Sunday, November 23, 2014

In a Topsy-Turvy World, China Warms to Sci-Fi

Liu Cixin
With a state-owned power plant in nearby Shanxi Province temporarily shut down to reduce air pollution, one of its engineers, Liu Cixin(刘慈欣), is using the free time to work on his hobby: reigning as China’s best-selling science-fiction author.

Along with working on a new novel and advising on screenplay adaptations of his earlier fiction, Mr. Liu, 51, has been promoting the English translation of “The Three-Body Problem,(《三体》)” the first book in his best-selling apocalyptic space opera trilogy. Translated by Ken Liu, an award-winning science-fiction writer in his own right who is based in the United States (the men are not related), it is one of the few Chinese science-fiction novels to be translated into English. It will be released in the United States on Tuesday by Tor Books.

The success of the “Three-Body” series, as it is called in China, has gained a following beyond the small but flourishing science-fiction world here. Since the third book was published in 2010, each entry in the series has sold about 500,000 copies in the original Chinese, making Mr. Liu the best-selling Chinese science-fiction author in decades.

In addition to the usual high school and college-age fans of science fiction, China’s aerospace and Internet industries have embraced the books. Many interpret the battle of civilizations depicted in the series as an allegory for the ruthless competition in the nation’s Internet industry.

The series has also breathed new life into a genre that, here as elsewhere, the literary establishment often marginalizes.

For decades, science fiction was subject to the whims of Communist Party rule. The genre went from being a vehicle for popularizing science for socialist purposes to drawing criticism in 1983 from party newspapers for “spreading pseudoscience and promoting decadent capitalist elements.” When the prestigious People’s Literature literary magazine published four of Mr. Liu’s short stories in 2012, it was a sign that the genre was back in official good graces.

At its core, science fiction capitalizes on uncertainty about the future to push the boundaries of the reader’s imagination. In fast-changing China, stories that lay out what coming years may hold in store have therefore found deeper resonance among readers.

“China is on the path of rapid modernization and progress, kind of like the U.S. during the golden age of science fiction in the ’30s to the ’60s,” Mr. Liu said. “The future in the people’s eyes is full of attractions, temptations and hope. But at the same time, it is also full of threats and challenges. That makes for very fertile soil.”

Chinese science fiction serves another purpose in the eyes of Xia Jia, a science-fiction writer and professor at Xian Jiaotong University. “Chinese science fiction, in a way, has borne the weight of the ‘Chinese dream’ since the genre first appeared in China in the late Qing dynasty,” she said, referring to the turn of the 20th century.

“The dream is about wanting to overtake the Western countries and become a very powerful modern China while still preserving these old elements,” she added. “This is what we who write science fiction in China have to grapple with.”

The “Three-Body” tomes chronicle a march of the human race into the universe set against the recent past, the tumultuous years of the Cultural Revolution. It is a classic science-fiction story in the style of the British master Arthur C. Clarke, whose work Mr. Liu says he grew up reading. “Everything that I write is a clumsy imitation of Arthur C. Clarke,” he said.

The first book in the series explores the world of the Trisolarans, an alien civilization on the brink of destruction. When a secret military project in China attempts to make contact with aliens, the Trisolarans capture the signals and decide to invade Earth. Back in China, people split into two camps: those who welcome the aliens and those who want to fight them.

The series is likely to be a change of pace for science-fiction fans in the United States, where many leading contemporary writers in the genre are rejecting classic alien-invasion plots in favor of those that take on real-world issues like climate change or shifting gender roles.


Every entry should come back exactly as written, minus the pictures.

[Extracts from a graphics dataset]
*** Begin section ***
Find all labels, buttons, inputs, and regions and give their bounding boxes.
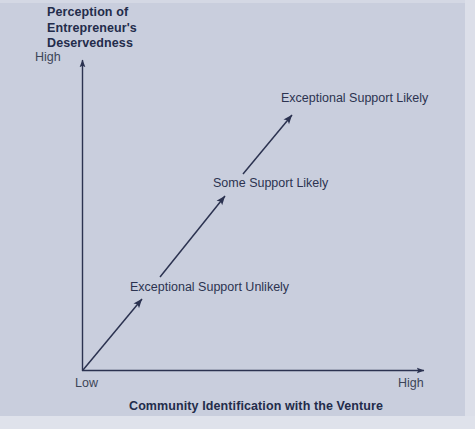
- trend-arrow-segment-1: [83, 299, 142, 370]
- y-axis-title-line-2: Entrepreneur's: [47, 21, 137, 37]
- annotation-exceptional-support-likely: Exceptional Support Likely: [281, 91, 428, 105]
- x-axis-high-label: High: [398, 376, 424, 390]
- plot-area: [0, 0, 475, 429]
- figure-container: Perception of Entrepreneur's Deservednes…: [0, 0, 475, 429]
- trend-arrow: [83, 115, 292, 370]
- x-axis-title: Community Identification with the Ventur…: [129, 399, 383, 415]
- x-axis-low-label: Low: [75, 376, 98, 390]
- annotation-some-support-likely: Some Support Likely: [213, 176, 328, 190]
- annotation-exceptional-support-unlikely: Exceptional Support Unlikely: [130, 280, 289, 294]
- trend-arrow-segment-2: [160, 196, 225, 277]
- trend-arrow-segment-3: [243, 115, 292, 174]
- y-axis-high-label: High: [35, 50, 61, 64]
- y-axis-title-line-1: Perception of: [47, 5, 137, 21]
- y-axis-title: Perception of Entrepreneur's Deservednes…: [47, 5, 137, 52]
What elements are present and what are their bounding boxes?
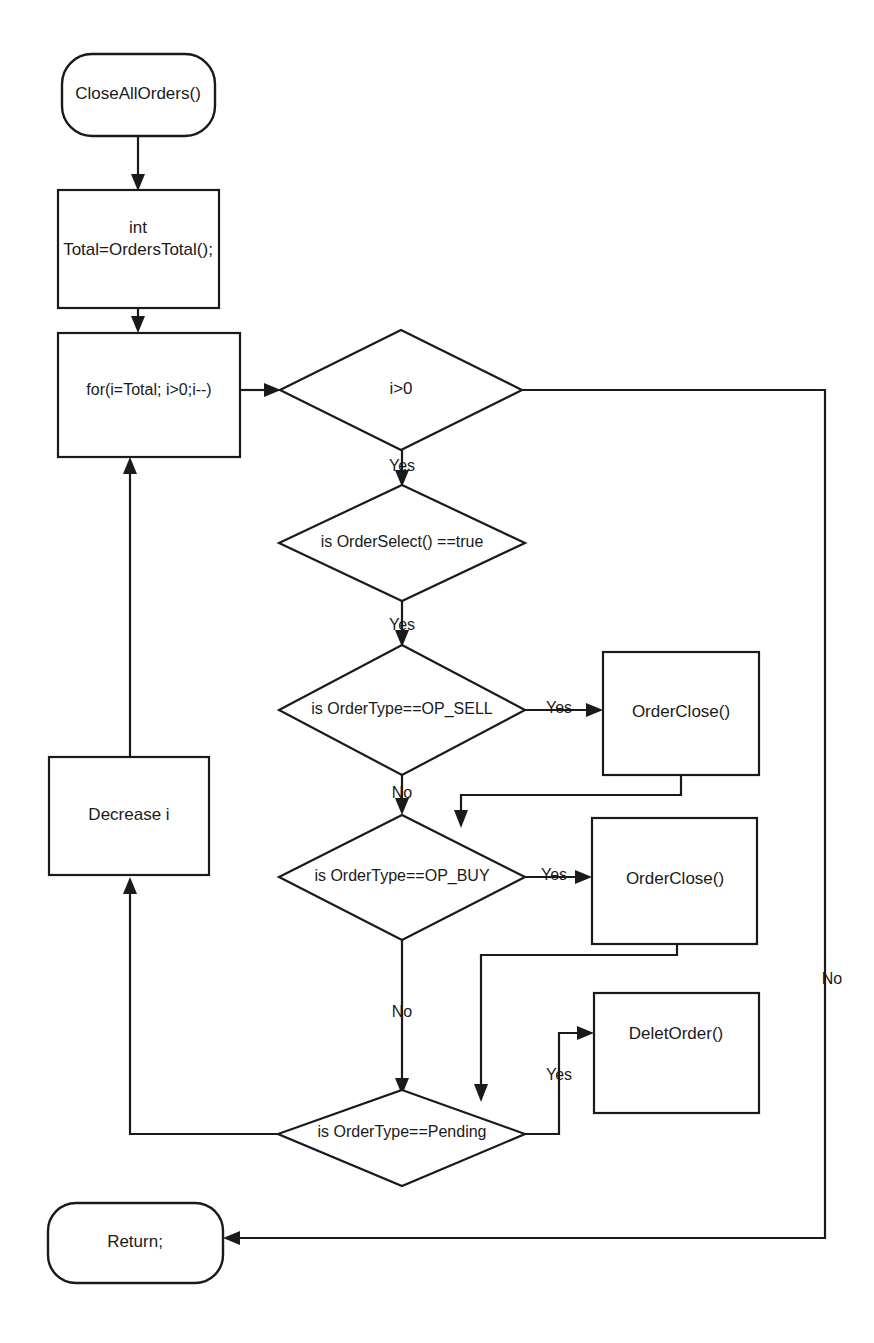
arrow-head-icon (131, 174, 145, 191)
edge-label-op-buy-yes: Yes (541, 866, 567, 883)
arrow-head-icon (123, 457, 137, 474)
edge-label-pending-yes: Yes (546, 1066, 572, 1083)
arrow-head-icon (474, 1084, 488, 1102)
node-cond-i-gt-0-label: i>0 (389, 379, 412, 398)
edge-cond-i-yes-to-order-select: Yes (389, 450, 415, 487)
edge-order-select-yes-to-op-sell: Yes (389, 600, 415, 647)
node-cond-op-sell[interactable]: is OrderType==OP_SELL (279, 645, 525, 775)
arrow-head-icon (123, 877, 137, 894)
edge-label-order-select-yes: Yes (389, 616, 415, 633)
node-end-return[interactable]: Return; (48, 1203, 223, 1283)
flowchart-canvas: No Yes Yes Yes No (0, 0, 874, 1343)
node-for-loop[interactable]: for(i=Total; i>0;i--) (58, 333, 240, 457)
edge-for-to-cond-i (240, 383, 281, 397)
node-cond-order-select-label: is OrderSelect() ==true (321, 533, 484, 550)
edge-label-op-buy-no: No (392, 1003, 413, 1020)
node-order-close-buy-label: OrderClose() (626, 869, 724, 888)
node-cond-pending-label: is OrderType==Pending (318, 1123, 487, 1140)
edge-label-i-gt-0-no: No (822, 970, 843, 987)
node-decrease-i[interactable]: Decrease i (49, 757, 209, 875)
edge-op-sell-yes-to-order-close: Yes (525, 699, 603, 717)
node-delete-order[interactable]: DeletOrder() (594, 993, 759, 1113)
node-end-return-label: Return; (107, 1232, 163, 1251)
node-init-total-line1: int (129, 218, 147, 237)
edge-label-op-sell-yes: Yes (546, 699, 572, 716)
arrow-head-icon (577, 1026, 594, 1040)
node-for-loop-label: for(i=Total; i>0;i--) (86, 381, 211, 398)
edge-op-buy-no-to-pending: No (392, 940, 413, 1095)
edge-label-i-gt-0-yes: Yes (389, 457, 415, 474)
node-cond-op-sell-label: is OrderType==OP_SELL (311, 700, 493, 718)
node-start-label: CloseAllOrders() (75, 84, 201, 103)
node-decrease-i-label: Decrease i (88, 805, 169, 824)
edge-start-to-init (131, 135, 145, 191)
node-cond-pending[interactable]: is OrderType==Pending (278, 1090, 525, 1186)
node-cond-i-gt-0[interactable]: i>0 (280, 330, 522, 450)
node-init-total-line2: Total=OrdersTotal(); (63, 240, 213, 259)
edge-op-sell-no-to-op-buy: No (392, 775, 413, 815)
arrow-head-icon (131, 316, 145, 333)
edge-pending-yes-to-delete-order: Yes (525, 1026, 594, 1134)
node-cond-op-buy-label: is OrderType==OP_BUY (314, 867, 490, 885)
edge-op-buy-yes-to-order-close: Yes (525, 866, 592, 884)
edge-label-op-sell-no: No (392, 784, 413, 801)
node-order-close-sell[interactable]: OrderClose() (603, 652, 759, 775)
edge-decrease-i-to-for (123, 457, 137, 757)
edge-pending-to-decrease-i (123, 877, 278, 1134)
node-cond-order-select[interactable]: is OrderSelect() ==true (279, 485, 525, 601)
arrow-head-icon (575, 870, 592, 884)
flowchart-svg: No Yes Yes Yes No (0, 0, 874, 1343)
arrow-head-icon (586, 703, 603, 717)
node-start[interactable]: CloseAllOrders() (62, 54, 215, 136)
arrow-head-icon (223, 1231, 240, 1245)
arrow-head-icon (454, 810, 468, 828)
node-order-close-buy[interactable]: OrderClose() (592, 818, 757, 944)
node-delete-order-label: DeletOrder() (629, 1024, 723, 1043)
node-init-total[interactable]: int Total=OrdersTotal(); (58, 190, 219, 308)
edge-init-to-for (131, 308, 145, 333)
node-order-close-sell-label: OrderClose() (632, 702, 730, 721)
node-cond-op-buy[interactable]: is OrderType==OP_BUY (279, 815, 525, 940)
*** End section ***
Answer space >>
Find all labels, buttons, inputs, and regions and give their bounding boxes.
- trend-arrow-segment-1: [83, 299, 142, 370]
- y-axis-title-line-2: Entrepreneur's: [47, 21, 137, 37]
- annotation-exceptional-support-likely: Exceptional Support Likely: [281, 91, 428, 105]
- x-axis-high-label: High: [398, 376, 424, 390]
- plot-area: [0, 0, 475, 429]
- figure-container: Perception of Entrepreneur's Deservednes…: [0, 0, 475, 429]
- trend-arrow: [83, 115, 292, 370]
- x-axis-title: Community Identification with the Ventur…: [129, 399, 383, 415]
- x-axis-low-label: Low: [75, 376, 98, 390]
- annotation-some-support-likely: Some Support Likely: [213, 176, 328, 190]
- annotation-exceptional-support-unlikely: Exceptional Support Unlikely: [130, 280, 289, 294]
- trend-arrow-segment-2: [160, 196, 225, 277]
- trend-arrow-segment-3: [243, 115, 292, 174]
- y-axis-high-label: High: [35, 50, 61, 64]
- y-axis-title-line-1: Perception of: [47, 5, 137, 21]
- y-axis-title: Perception of Entrepreneur's Deservednes…: [47, 5, 137, 52]
What elements are present and what are their bounding boxes?
arrow-head-icon (131, 174, 145, 191)
edge-label-op-buy-yes: Yes (541, 866, 567, 883)
arrow-head-icon (123, 457, 137, 474)
edge-label-pending-yes: Yes (546, 1066, 572, 1083)
arrow-head-icon (474, 1084, 488, 1102)
node-cond-i-gt-0-label: i>0 (389, 379, 412, 398)
edge-cond-i-yes-to-order-select: Yes (389, 450, 415, 487)
edge-order-select-yes-to-op-sell: Yes (389, 600, 415, 647)
node-cond-op-sell[interactable]: is OrderType==OP_SELL (279, 645, 525, 775)
arrow-head-icon (123, 877, 137, 894)
edge-label-order-select-yes: Yes (389, 616, 415, 633)
node-end-return[interactable]: Return; (48, 1203, 223, 1283)
flowchart-canvas: No Yes Yes Yes No (0, 0, 874, 1343)
node-for-loop[interactable]: for(i=Total; i>0;i--) (58, 333, 240, 457)
edge-for-to-cond-i (240, 383, 281, 397)
node-cond-order-select-label: is OrderSelect() ==true (321, 533, 484, 550)
edge-label-op-buy-no: No (392, 1003, 413, 1020)
node-order-close-buy-label: OrderClose() (626, 869, 724, 888)
node-cond-pending-label: is OrderType==Pending (318, 1123, 487, 1140)
edge-label-i-gt-0-no: No (822, 970, 843, 987)
node-decrease-i[interactable]: Decrease i (49, 757, 209, 875)
edge-op-sell-yes-to-order-close: Yes (525, 699, 603, 717)
node-delete-order[interactable]: DeletOrder() (594, 993, 759, 1113)
node-end-return-label: Return; (107, 1232, 163, 1251)
node-init-total-line1: int (129, 218, 147, 237)
edge-label-op-sell-yes: Yes (546, 699, 572, 716)
arrow-head-icon (577, 1026, 594, 1040)
node-for-loop-label: for(i=Total; i>0;i--) (86, 381, 211, 398)
edge-op-buy-no-to-pending: No (392, 940, 413, 1095)
edge-label-i-gt-0-yes: Yes (389, 457, 415, 474)
node-cond-op-sell-label: is OrderType==OP_SELL (311, 700, 493, 718)
node-start-label: CloseAllOrders() (75, 84, 201, 103)
node-decrease-i-label: Decrease i (88, 805, 169, 824)
edge-start-to-init (131, 135, 145, 191)
node-cond-pending[interactable]: is OrderType==Pending (278, 1090, 525, 1186)
node-cond-i-gt-0[interactable]: i>0 (280, 330, 522, 450)
node-init-total-line2: Total=OrdersTotal(); (63, 240, 213, 259)
edge-op-sell-no-to-op-buy: No (392, 775, 413, 815)
arrow-head-icon (131, 316, 145, 333)
edge-pending-yes-to-delete-order: Yes (525, 1026, 594, 1134)
node-cond-op-buy-label: is OrderType==OP_BUY (314, 867, 490, 885)
edge-op-buy-yes-to-order-close: Yes (525, 866, 592, 884)
edge-label-op-sell-no: No (392, 784, 413, 801)
node-order-close-sell[interactable]: OrderClose() (603, 652, 759, 775)
edge-decrease-i-to-for (123, 457, 137, 757)
edge-pending-to-decrease-i (123, 877, 278, 1134)
node-cond-order-select[interactable]: is OrderSelect() ==true (279, 485, 525, 601)
arrow-head-icon (575, 870, 592, 884)
flowchart-svg: No Yes Yes Yes No (0, 0, 874, 1343)
arrow-head-icon (586, 703, 603, 717)
node-start[interactable]: CloseAllOrders() (62, 54, 215, 136)
arrow-head-icon (223, 1231, 240, 1245)
arrow-head-icon (454, 810, 468, 828)
node-order-close-buy[interactable]: OrderClose() (592, 818, 757, 944)
node-delete-order-label: DeletOrder() (629, 1024, 723, 1043)
node-init-total[interactable]: int Total=OrdersTotal(); (58, 190, 219, 308)
edge-init-to-for (131, 308, 145, 333)
node-order-close-sell-label: OrderClose() (632, 702, 730, 721)
node-cond-op-buy[interactable]: is OrderType==OP_BUY (279, 815, 525, 940)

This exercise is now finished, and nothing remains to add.